Darwin the prude, sexual selection, and sperm competition

February 8, 2009 • 10:16 am

Last Thursday’s Times Higher Education Supplement (the UK one) has a series of short pieces on Darwin and his legacy.  Perhaps the most interesting is by Tim Birkhead, the noted evolutionist who works on sperm competition in birds and has written a number of academic and popular books on the topic.  Birkhead claims that Darwin was reluctant to publish work on sexual selection—and missed entirely the topics of sperm competition between males as well as the relative promiscuity of females—because of the prudishness of his Victorian milieu as well as of his daughter Henrietta.  I’m not a historian of science and so can’t evaluate these claims, but Birkhead’s piece is provocative and well worth reading, as are the other pieces in this supplement.

2 thoughts on “Darwin the prude, sexual selection, and sperm competition

  1. I note that TLS invited “academics from science and religion discuss what his theories mean today”. From the latter we get such observations as:

    “…Christians engage intelligently over scientific debate with the quiet confidence that there cannot be a contradiction regarding the truth of God and the truth of science.”

    and from another:

    “Darwin lacked the theological resources to marry providence with contingency, to remind him that God gave as much thought to the sparrow or the dinosaur as He to Himself.”

    Darwin was of course theologically well-equipped from his studies at Cambridge and admiration for Paley. But his correspondence clearly shows that as his views on natural selection developed his belief in the “truth of God” proportionately waned.

    So much for the “insights” of theology!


Find how many lines in the listing below include the word "dcdcdc". Give that number only.
◇ ◇ ◇ ◇ ◇
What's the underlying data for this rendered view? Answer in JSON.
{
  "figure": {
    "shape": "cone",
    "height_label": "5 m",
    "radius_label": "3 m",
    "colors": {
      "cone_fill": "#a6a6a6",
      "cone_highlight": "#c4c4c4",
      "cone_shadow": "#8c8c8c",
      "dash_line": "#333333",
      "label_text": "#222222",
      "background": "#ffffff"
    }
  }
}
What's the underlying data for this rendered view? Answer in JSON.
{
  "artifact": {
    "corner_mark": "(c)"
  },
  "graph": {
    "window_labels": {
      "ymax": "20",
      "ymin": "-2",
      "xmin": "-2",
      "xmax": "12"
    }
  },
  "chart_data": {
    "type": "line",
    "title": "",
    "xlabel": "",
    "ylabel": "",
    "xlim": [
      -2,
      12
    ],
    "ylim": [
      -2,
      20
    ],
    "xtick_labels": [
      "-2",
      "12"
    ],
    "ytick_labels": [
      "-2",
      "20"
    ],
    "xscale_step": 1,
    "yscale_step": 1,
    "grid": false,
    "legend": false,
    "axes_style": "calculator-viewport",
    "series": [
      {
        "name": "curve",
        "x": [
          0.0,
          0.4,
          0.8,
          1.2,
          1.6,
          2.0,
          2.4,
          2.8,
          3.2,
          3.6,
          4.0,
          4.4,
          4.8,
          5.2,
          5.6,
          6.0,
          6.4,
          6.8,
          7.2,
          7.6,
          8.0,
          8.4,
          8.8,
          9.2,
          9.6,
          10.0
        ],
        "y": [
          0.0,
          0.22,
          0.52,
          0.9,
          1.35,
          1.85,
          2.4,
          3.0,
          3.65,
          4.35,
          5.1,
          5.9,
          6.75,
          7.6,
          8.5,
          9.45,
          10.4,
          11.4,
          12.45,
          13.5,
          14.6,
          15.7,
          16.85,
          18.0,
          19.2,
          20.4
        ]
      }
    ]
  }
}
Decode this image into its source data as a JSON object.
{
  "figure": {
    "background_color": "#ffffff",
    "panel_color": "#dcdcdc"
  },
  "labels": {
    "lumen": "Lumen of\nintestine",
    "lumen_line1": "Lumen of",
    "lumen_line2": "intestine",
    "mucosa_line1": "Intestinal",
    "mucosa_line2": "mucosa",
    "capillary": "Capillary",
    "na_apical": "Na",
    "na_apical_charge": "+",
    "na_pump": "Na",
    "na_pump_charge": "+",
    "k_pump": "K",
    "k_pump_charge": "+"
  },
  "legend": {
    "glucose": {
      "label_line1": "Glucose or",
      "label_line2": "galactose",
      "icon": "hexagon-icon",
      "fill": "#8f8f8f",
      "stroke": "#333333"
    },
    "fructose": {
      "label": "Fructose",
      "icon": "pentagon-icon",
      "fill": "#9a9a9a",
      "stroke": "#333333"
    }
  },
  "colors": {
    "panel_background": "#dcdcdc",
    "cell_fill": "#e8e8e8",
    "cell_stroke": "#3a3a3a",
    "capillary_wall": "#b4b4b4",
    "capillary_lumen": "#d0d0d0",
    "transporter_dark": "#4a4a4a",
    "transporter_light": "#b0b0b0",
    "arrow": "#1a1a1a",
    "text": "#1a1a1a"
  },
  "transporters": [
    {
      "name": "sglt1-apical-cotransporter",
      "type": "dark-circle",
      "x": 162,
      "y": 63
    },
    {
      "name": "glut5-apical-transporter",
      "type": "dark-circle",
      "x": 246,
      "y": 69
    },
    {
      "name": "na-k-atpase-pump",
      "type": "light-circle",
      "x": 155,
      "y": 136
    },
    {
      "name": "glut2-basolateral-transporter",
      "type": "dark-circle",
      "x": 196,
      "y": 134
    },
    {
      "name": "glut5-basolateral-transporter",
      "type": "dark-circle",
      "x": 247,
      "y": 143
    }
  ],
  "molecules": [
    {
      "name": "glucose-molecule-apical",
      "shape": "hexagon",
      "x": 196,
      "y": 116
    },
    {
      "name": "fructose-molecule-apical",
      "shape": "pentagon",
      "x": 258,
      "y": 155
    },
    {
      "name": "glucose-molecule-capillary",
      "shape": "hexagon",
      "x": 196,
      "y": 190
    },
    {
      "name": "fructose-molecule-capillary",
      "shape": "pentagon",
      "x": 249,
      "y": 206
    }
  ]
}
◇ ◇ ◇ ◇ ◇
▸ Written answer
2